I saw this movie for the first time last night. My experience with the Afterdark Horrorfest series (AKA 8 Films to Die For) has been a mixed one. I’ve only seen a handful of them, but most of them could simply be described as mediocre. Some were slightly better or slightly worse, but they all hovered around that baseline.
That easily makes Lake Mungo the best of the series.
It’s a supremely unsettling movie. To me, there’s not a more chilling type of movie than a well-done ghost story. They make the hair stand up on the back of my neck. They turn every noise in the house into evidence of the supernatural. This film made me hit pause in the middle and close the door to a room visible from my chair; for all I knew, Alice Palmer was just sitting back there.
The problem with a lot of ghost stories is that they feel the need to use jump scares to keep you interested. A figure can’t just be lurking in the shadows; it has to eventually lunge. It has to scare. Too much of that really takes me out of a movie.
That never really happens here. I kept waiting for Alice to lunge out of the darkness. I kept waiting for this to devolve into a jump-scare fest. But it never did. Alice kept to the shadows. Even the scary stuff was slow reveals; none of it was done in quick movements.
This was done in documentary style, which means we followed the family through it all. We saw the darkness with them, and we unraveled the mystery surrounding Alice’s final months with them. This style fit the film perfectly.
This is also a film that seems to have a high rewatchability factor. After it was over, I just wanted to start it again to catch all the things I missed the first time around. This was a great story with some terrifically creepy moments that will stick with me for a while. If you haven’t seen this yet, I highly suggest that you do.
Just make sure all visible doors are closed first.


# ASSIGNMENT:
Pull every line holding the word "upper" out of the data and copy it.

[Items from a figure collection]
════════════════

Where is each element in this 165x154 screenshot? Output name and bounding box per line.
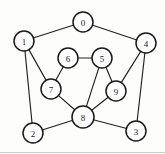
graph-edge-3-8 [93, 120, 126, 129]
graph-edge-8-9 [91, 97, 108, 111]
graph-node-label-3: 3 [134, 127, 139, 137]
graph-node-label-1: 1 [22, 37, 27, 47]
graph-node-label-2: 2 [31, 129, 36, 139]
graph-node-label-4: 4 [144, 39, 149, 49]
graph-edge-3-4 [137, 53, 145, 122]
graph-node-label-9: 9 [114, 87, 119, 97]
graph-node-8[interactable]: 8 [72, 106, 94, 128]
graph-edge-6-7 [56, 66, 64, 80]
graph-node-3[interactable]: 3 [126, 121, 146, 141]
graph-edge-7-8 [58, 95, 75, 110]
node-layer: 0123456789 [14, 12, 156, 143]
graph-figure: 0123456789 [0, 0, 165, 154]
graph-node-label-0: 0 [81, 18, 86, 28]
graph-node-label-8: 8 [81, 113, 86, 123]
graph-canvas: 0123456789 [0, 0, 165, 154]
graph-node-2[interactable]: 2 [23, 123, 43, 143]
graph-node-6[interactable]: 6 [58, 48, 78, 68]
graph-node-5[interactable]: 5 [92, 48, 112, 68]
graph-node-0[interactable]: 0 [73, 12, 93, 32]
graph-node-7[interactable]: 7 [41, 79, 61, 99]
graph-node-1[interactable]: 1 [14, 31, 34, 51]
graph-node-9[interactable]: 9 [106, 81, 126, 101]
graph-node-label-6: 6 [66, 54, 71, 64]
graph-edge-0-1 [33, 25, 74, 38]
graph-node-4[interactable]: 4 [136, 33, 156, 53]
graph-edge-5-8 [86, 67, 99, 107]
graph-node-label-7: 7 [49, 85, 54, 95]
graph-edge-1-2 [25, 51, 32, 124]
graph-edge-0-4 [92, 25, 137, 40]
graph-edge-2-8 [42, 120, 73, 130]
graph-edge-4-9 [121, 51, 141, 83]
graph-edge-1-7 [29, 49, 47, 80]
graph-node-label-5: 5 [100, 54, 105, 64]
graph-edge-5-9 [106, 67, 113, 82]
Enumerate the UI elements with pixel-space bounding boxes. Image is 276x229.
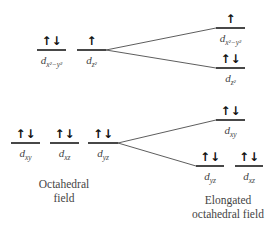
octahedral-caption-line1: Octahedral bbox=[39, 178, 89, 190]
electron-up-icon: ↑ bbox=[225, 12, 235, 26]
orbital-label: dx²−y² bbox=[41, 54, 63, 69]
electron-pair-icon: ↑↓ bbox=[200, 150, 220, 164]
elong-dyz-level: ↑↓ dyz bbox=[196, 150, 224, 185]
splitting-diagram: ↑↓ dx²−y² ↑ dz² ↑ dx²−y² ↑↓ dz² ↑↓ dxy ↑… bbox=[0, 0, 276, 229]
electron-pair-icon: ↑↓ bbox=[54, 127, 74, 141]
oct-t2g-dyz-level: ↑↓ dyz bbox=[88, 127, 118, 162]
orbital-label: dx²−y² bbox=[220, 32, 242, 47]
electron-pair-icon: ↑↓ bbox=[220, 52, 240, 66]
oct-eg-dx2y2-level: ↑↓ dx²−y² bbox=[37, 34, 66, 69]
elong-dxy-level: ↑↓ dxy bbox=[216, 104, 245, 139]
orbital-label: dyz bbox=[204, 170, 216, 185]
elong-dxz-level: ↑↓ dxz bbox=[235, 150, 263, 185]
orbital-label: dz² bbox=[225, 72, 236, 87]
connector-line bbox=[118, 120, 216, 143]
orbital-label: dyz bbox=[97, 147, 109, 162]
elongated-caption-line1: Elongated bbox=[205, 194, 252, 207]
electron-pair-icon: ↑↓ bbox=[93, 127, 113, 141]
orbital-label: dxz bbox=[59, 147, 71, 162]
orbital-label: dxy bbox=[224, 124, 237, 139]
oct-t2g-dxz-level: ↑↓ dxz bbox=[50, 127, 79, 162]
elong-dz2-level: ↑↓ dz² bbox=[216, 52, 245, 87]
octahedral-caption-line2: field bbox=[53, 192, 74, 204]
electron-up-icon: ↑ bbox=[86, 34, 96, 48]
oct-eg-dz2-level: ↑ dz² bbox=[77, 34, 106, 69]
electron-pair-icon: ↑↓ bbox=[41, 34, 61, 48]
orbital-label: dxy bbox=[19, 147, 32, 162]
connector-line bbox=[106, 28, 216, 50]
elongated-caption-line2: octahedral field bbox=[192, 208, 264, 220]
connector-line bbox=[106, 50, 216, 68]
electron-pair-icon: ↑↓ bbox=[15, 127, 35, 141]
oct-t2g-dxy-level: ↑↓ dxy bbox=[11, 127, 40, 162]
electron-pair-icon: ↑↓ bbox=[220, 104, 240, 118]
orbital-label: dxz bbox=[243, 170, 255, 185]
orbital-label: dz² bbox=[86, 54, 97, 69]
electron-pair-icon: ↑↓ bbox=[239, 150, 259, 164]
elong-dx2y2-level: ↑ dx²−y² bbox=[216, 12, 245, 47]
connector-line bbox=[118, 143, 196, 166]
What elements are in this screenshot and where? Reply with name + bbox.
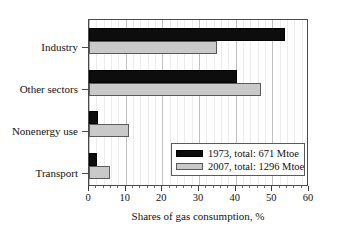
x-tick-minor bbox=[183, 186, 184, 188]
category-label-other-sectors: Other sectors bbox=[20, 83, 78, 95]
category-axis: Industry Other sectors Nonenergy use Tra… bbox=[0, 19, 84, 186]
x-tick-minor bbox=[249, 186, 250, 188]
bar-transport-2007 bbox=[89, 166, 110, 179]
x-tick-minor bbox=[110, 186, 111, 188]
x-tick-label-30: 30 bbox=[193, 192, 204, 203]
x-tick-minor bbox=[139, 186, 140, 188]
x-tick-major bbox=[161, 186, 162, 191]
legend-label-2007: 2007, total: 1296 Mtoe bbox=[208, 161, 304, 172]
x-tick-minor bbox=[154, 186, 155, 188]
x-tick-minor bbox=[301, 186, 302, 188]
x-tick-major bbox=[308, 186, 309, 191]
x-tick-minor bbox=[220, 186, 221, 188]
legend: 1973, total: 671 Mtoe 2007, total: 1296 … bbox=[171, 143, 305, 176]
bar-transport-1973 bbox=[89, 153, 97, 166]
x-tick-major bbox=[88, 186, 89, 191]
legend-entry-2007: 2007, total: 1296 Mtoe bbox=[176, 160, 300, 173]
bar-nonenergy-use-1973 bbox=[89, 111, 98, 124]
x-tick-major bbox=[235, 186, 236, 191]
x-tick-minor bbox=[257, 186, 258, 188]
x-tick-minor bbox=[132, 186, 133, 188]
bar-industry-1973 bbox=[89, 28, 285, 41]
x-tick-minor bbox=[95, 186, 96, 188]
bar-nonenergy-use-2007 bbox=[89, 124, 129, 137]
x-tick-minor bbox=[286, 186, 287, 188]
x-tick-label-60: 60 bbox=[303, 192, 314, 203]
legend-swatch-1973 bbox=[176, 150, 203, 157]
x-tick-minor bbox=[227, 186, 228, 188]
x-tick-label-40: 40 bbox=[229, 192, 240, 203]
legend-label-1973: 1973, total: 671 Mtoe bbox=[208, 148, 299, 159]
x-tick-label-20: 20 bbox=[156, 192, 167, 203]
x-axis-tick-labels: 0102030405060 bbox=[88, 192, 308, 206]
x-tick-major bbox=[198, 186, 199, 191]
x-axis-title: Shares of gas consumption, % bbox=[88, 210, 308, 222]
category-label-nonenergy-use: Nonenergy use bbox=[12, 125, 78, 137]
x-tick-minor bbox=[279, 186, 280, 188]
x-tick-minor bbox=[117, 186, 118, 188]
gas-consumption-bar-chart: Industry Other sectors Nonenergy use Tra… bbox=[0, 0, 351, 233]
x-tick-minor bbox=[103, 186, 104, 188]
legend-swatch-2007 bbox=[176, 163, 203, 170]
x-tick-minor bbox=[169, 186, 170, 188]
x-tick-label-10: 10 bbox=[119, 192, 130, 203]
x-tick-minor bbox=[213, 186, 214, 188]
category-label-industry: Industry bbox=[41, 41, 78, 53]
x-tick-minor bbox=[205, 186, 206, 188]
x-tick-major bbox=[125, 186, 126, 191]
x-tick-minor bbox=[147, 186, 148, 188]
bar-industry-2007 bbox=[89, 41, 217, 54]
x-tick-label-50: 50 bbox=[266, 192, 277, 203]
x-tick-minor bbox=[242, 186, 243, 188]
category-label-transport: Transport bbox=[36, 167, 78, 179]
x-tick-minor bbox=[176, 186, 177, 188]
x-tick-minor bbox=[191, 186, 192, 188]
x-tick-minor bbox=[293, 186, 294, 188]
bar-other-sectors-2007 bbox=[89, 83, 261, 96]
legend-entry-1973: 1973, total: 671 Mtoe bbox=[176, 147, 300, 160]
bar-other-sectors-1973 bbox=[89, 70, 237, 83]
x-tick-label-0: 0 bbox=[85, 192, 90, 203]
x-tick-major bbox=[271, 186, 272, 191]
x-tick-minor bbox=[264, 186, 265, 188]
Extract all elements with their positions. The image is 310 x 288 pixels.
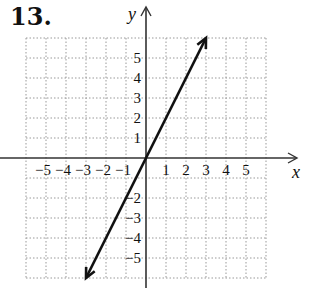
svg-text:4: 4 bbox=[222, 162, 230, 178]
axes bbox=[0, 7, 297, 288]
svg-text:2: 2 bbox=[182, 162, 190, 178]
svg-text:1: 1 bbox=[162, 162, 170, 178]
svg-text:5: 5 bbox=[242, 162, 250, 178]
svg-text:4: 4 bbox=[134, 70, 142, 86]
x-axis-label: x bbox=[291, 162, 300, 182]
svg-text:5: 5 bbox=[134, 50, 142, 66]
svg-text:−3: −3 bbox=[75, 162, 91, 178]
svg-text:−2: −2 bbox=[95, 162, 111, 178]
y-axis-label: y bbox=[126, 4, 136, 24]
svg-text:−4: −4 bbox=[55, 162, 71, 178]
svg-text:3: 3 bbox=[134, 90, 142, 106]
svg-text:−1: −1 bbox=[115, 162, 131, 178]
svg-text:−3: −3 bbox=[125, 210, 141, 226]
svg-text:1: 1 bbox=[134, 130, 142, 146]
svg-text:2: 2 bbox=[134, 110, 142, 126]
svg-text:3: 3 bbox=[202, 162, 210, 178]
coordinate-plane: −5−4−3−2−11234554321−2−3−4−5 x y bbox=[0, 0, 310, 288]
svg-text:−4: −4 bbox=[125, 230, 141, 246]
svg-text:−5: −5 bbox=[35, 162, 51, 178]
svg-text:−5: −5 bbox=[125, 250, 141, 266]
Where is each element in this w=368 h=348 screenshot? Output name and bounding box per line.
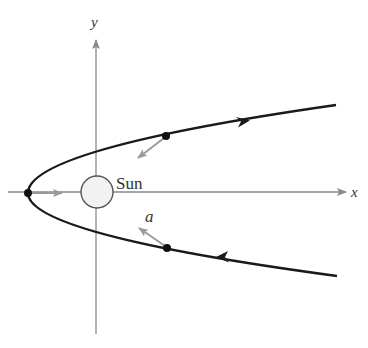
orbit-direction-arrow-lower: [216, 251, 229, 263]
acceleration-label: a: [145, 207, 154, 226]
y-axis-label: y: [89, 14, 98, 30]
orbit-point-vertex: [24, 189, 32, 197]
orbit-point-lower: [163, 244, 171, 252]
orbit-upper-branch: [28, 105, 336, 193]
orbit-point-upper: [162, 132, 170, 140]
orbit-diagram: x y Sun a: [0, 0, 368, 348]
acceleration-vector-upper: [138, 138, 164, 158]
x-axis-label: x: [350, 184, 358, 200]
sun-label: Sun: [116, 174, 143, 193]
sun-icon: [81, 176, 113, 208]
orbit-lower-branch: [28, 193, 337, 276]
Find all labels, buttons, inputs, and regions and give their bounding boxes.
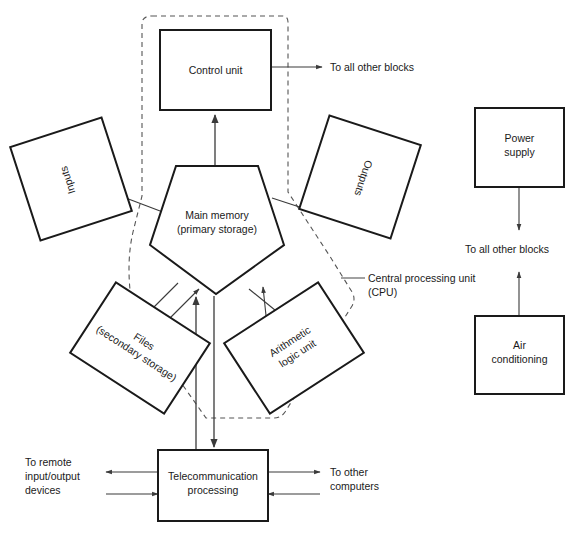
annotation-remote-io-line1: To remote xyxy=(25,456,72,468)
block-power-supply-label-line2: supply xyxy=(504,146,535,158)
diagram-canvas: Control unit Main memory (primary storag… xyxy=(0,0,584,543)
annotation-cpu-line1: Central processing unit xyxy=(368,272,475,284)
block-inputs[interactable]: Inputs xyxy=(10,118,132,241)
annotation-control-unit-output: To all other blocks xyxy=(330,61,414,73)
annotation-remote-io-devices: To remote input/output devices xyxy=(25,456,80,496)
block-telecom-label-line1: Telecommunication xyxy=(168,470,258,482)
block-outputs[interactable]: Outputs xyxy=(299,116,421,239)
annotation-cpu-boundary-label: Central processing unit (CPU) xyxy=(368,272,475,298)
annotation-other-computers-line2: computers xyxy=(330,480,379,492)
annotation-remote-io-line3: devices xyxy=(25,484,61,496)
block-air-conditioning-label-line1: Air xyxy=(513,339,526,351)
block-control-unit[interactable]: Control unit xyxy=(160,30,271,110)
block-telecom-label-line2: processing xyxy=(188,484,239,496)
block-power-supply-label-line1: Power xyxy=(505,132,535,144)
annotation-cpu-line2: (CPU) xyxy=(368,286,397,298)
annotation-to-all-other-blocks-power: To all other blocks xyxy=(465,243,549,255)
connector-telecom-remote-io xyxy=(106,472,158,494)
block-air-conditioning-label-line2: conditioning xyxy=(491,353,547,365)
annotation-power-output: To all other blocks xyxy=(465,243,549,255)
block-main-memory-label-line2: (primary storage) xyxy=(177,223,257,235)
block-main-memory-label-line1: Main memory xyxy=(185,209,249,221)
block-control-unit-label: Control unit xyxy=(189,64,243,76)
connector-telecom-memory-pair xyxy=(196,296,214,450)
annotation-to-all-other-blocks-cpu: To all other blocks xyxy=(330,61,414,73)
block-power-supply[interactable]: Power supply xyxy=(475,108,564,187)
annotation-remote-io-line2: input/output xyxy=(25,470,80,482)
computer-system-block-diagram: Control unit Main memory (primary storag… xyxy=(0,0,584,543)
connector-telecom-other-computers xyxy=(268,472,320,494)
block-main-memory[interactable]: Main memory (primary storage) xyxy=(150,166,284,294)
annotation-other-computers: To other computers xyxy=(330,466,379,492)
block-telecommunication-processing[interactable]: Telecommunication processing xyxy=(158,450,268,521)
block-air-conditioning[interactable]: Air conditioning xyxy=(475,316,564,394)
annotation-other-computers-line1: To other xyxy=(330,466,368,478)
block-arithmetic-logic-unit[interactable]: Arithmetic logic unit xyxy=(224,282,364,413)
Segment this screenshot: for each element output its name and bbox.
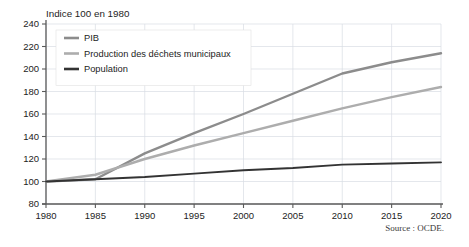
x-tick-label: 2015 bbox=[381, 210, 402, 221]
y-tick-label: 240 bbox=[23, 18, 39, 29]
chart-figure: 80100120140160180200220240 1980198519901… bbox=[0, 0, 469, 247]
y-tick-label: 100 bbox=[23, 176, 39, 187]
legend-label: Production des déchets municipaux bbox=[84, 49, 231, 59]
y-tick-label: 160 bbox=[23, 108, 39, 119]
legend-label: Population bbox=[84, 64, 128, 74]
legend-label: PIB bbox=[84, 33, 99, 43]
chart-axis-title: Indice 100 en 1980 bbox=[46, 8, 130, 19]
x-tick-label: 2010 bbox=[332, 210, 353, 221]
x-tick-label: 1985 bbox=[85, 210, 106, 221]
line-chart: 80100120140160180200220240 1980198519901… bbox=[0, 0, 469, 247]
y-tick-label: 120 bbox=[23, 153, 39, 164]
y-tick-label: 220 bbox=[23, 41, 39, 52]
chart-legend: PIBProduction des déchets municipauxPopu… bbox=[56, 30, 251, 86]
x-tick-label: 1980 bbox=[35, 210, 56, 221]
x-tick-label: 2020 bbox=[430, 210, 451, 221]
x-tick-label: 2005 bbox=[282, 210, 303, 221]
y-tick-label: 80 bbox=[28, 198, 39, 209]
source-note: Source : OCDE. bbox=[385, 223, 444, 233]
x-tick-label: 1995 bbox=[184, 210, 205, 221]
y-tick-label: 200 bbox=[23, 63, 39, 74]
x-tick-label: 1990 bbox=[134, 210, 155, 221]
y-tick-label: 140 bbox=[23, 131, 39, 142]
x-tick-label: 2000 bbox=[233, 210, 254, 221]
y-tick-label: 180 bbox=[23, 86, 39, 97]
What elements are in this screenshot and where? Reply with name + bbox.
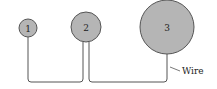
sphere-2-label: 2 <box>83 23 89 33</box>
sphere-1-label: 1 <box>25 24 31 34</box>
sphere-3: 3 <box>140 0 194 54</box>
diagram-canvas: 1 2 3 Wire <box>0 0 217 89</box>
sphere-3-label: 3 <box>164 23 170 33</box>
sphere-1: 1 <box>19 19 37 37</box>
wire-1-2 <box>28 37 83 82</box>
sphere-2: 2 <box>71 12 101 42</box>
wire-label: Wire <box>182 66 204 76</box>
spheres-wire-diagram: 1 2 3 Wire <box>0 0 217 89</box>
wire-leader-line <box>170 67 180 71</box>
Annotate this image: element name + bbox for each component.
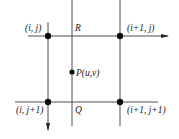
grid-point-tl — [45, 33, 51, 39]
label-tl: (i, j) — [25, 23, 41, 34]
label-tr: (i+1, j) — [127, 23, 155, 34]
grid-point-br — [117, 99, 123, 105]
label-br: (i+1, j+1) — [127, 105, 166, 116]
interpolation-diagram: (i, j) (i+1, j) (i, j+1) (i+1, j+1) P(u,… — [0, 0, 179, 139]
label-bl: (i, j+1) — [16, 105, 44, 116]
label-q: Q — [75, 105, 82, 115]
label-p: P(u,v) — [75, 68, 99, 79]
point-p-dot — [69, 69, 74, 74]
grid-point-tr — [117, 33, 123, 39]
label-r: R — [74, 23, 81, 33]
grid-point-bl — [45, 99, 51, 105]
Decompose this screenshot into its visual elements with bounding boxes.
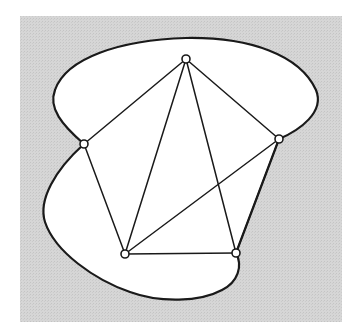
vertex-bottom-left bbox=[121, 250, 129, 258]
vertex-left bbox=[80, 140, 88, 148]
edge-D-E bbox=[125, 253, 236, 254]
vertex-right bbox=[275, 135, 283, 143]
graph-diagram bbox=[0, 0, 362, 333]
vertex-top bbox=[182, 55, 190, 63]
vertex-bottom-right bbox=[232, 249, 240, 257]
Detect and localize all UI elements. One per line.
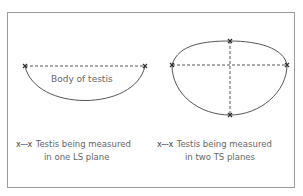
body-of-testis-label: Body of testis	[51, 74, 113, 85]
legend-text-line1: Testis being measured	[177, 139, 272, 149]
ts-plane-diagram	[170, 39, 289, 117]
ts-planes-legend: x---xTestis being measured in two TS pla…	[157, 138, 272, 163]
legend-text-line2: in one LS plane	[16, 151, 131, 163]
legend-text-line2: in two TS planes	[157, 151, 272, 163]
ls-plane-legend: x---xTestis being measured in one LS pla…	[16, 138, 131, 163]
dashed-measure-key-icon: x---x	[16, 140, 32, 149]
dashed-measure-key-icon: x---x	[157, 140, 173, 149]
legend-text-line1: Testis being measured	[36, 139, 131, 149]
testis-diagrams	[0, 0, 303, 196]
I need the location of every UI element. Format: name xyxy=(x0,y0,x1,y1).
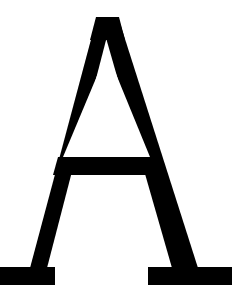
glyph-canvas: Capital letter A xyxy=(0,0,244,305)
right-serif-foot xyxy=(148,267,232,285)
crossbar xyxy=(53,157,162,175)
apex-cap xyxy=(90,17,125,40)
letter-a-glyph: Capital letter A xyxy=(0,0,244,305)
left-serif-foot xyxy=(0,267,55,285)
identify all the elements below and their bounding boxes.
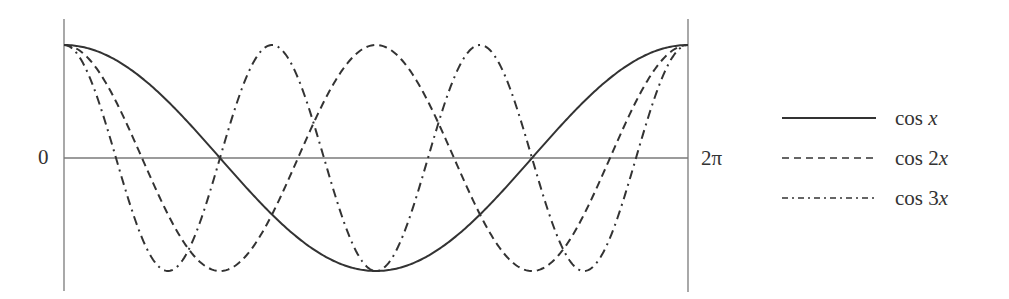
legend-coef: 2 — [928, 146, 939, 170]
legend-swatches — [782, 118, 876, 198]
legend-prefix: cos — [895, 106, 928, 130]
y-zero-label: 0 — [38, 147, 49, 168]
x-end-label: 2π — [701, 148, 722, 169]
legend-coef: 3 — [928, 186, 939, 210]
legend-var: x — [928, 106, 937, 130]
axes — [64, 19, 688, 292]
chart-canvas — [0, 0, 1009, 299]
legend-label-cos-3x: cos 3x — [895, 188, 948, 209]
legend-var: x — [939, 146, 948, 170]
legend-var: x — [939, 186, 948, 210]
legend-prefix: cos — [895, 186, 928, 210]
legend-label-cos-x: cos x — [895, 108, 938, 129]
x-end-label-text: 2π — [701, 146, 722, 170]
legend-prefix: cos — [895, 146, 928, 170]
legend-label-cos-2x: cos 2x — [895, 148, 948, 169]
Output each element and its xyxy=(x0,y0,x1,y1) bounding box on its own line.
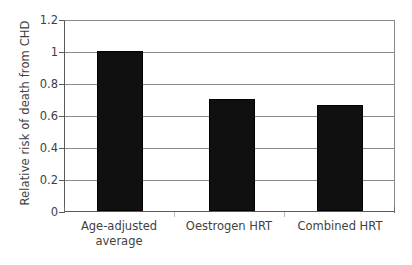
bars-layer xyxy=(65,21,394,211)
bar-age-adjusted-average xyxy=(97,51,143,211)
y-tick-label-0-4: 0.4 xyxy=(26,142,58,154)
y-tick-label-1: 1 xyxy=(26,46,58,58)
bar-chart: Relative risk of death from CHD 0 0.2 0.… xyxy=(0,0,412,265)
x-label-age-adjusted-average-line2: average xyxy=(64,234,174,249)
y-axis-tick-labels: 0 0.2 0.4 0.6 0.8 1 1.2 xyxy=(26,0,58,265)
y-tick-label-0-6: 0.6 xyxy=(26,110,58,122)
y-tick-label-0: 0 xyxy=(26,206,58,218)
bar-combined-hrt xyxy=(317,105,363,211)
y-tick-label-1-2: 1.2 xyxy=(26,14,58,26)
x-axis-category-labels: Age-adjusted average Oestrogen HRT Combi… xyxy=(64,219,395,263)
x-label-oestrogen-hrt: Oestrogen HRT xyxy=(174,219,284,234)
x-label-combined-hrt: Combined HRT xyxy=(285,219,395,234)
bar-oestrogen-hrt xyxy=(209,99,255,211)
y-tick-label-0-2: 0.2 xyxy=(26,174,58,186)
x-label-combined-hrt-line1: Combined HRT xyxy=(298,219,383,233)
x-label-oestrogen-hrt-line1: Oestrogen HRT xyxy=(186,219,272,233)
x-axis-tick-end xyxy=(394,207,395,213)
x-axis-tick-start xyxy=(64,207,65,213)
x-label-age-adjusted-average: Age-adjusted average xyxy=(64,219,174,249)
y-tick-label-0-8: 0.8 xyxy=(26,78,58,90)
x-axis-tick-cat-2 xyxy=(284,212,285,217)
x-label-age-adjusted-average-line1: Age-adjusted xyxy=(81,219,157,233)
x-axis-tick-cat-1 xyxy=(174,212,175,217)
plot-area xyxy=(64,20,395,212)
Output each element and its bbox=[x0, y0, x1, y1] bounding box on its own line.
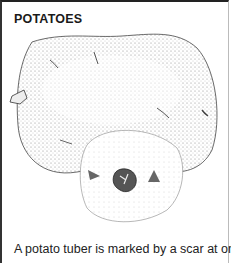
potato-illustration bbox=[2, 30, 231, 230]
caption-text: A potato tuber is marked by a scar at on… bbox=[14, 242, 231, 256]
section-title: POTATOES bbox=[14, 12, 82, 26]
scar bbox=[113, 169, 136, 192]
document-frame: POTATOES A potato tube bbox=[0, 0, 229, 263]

════════════════

# TASK RESPONSE:
orbit-upper-branch: [28, 105, 336, 193]
orbit-point-upper: [162, 132, 170, 140]
acceleration-vector-upper: [138, 138, 164, 158]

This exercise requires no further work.